Monday, November 10, 2008

Alias' 11th Anticon Release Reveives A 7.0 On Pitchfork.

Alias:
Resurgam

[anticon.; 2008]

Rating: 7.0
Original review


A lot has happened since the release of Alias' last solo album, Muted, in 2003. Perhaps most notably, Oakland-dwelling Brendon Whitney-- who had left Portland, Maine, to hook up with the rest of anticon.'s preliminary influx of artists following 1998's Deep Puddle Dynamics collaboration (alongside Doseone, Sole, and Atmosphere's Slug)-- headed back home after almost a decade out West. Despite a break in recording solo, and moving away from the community that had supported him since the early days, Alias has had little down time musically. In 2005 he released the instrumental LP, Lillian, with his younger brother Ehren, and the subsequent year he teamed up with New York-based singer Tarsier for another full-length, Brookland/Oaklyn, which paid tribute to trip-hop while expanding their combined interest in contemporary electronica. Fittingly for Alias' first solo recording in five years, Resurgam takes its title from his hometown's Latin motto, translating to "I will rise again."


Although anticon. originally provided an alternative platform for geographically disparate but like-minded hip-hop artists when it started in the late 1990s, the label, continually flexible and innovative with its boundaries, has since grown to be equally associated with electronica and indie rock. This unification of genres has been a trademark of Alias since the beginning, and on Resurgam he successfully skips and fuses musical elements from across the board. The opening track, "New to a Few", has its bearings firmly in 80s-era hip-hop and flares with energy and hard-line beats before sliding into vast electronica with the aptly named "I Heart Drum Machines". Here, Boards of Canada-style soundscapes open up the space before collapsing into an upsurge of intricate rhythms and melodic samples that alternately break the flow then bring it back forward. These beats are often fairly stock in sound, but it's Alias' melodic additions that keep the steady pace of Resurgam engaging and refreshing, throwing some unexpected turns into the mix and proving that, stylistically, anything goes.


Fellow anticon. founder Yoni Wolf (aka Why?) joins Alias on the standout track "Well Water Black", where he ties together his distinctive, introspective monologues with a falsetto melody that wouldn't be out of place on a Flaming Lips record, pitching everything against a jolly background of virtual glockenspiel, happy-go-lucky handclaps, and what sounds like the album's only (thoroughly spectacular) live drum patch. And while tracks such as this conjure images of walking down a sunshiny Oakland avenue with jingling pockets and a spring in one's step, Alias' dice have many sides. Fast-forward six minutes and he's back to an airy instrumental that makes room for all the other ideas searching for space: sad-eyed acoustic indie with the One AM Radio on "Weathering"; propulsive urban electronica on "Autumnal Ego"; clear echoes of Four Tet on "Death Watch"; and the kind of euphoric jams one might expect to hear in a European disco club on "M.G. Jack".

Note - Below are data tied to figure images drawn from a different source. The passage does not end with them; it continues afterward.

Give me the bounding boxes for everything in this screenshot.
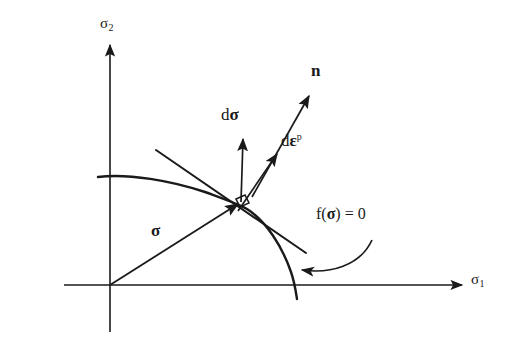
tangent-line — [156, 150, 306, 253]
d-eps-p-label-superscript: p — [297, 131, 302, 142]
yield-surface-curve — [98, 176, 297, 299]
axis-label-sigma1: σ1 — [471, 272, 485, 289]
yield-function-label-tail: ) = 0 — [335, 205, 365, 222]
stress-vector-arrow — [110, 204, 238, 285]
axis-label-sigma2-symbol: σ — [100, 15, 108, 31]
yield-surface-figure: σ2 σ1 σ dσ dεp n f(σ) = 0 — [0, 0, 513, 343]
d-sigma-label: dσ — [221, 106, 239, 123]
yield-function-label: f(σ) = 0 — [316, 206, 366, 222]
normal-vector-label: n — [311, 62, 320, 79]
d-sigma-arrow — [241, 139, 243, 202]
yield-function-leader-arrow — [302, 240, 372, 271]
axis-label-sigma2: σ2 — [100, 16, 114, 33]
d-sigma-label-d: d — [221, 105, 230, 124]
d-sigma-label-sigma: σ — [230, 105, 239, 124]
diagram-canvas — [0, 0, 513, 343]
d-eps-p-label-eps: ε — [290, 131, 297, 150]
axis-label-sigma1-symbol: σ — [471, 271, 479, 287]
axis-label-sigma1-subscript: 1 — [479, 278, 485, 289]
d-eps-p-label-d: d — [281, 131, 290, 150]
stress-vector-label: σ — [151, 222, 160, 239]
yield-function-label-f: f( — [316, 205, 327, 222]
axis-label-sigma2-subscript: 2 — [108, 22, 114, 33]
d-eps-p-label: dεp — [281, 132, 302, 149]
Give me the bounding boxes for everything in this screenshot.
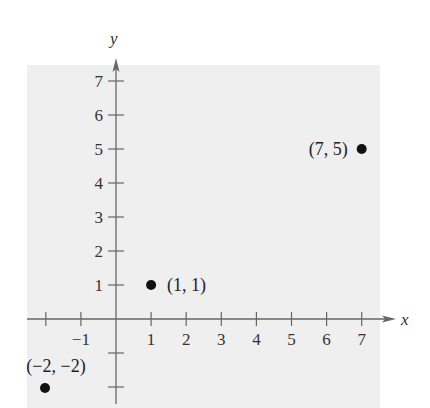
x-tick-label: 7 [357, 330, 366, 349]
x-tick-label: 4 [252, 330, 261, 349]
data-point [146, 280, 156, 290]
data-point [357, 144, 367, 154]
x-axis-label: x [400, 310, 409, 329]
y-tick-label: 1 [95, 276, 104, 295]
y-tick-label: 3 [95, 208, 104, 227]
y-tick-label: 4 [95, 174, 104, 193]
x-tick-label: −1 [72, 330, 90, 349]
data-point [40, 383, 50, 393]
x-tick-label: 5 [287, 330, 296, 349]
y-tick-label: 5 [95, 140, 104, 159]
y-axis-label: y [108, 29, 118, 48]
point-label: (7, 5) [309, 139, 348, 160]
x-tick-label: 3 [217, 330, 226, 349]
x-tick-label: 2 [182, 330, 191, 349]
point-label: (1, 1) [167, 275, 206, 296]
x-tick-label: 6 [322, 330, 331, 349]
y-tick-label: 2 [95, 242, 104, 261]
y-tick-label: 6 [95, 106, 104, 125]
coordinate-plot: xy −112345671234567 (−2, −2)(1, 1)(7, 5) [0, 0, 430, 408]
x-tick-label: 1 [147, 330, 156, 349]
y-tick-label: 7 [95, 72, 104, 91]
point-label: (−2, −2) [26, 356, 85, 377]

While Resurgam is a record of many different moods, and unashamedly derivative of Alias' influences, it maintains a distinctive, concrete consistency. This is largely due to Alias' impressive talent for arrangements; the material is deftly woven with a great ear for detail, and there really is something to appeal to almost everyone. It is precisely this autonomous yet inclusive approach to creating music that Alias and his anticon. cohorts have always supported, and what makes Resurgam even larger than the sum of its parts.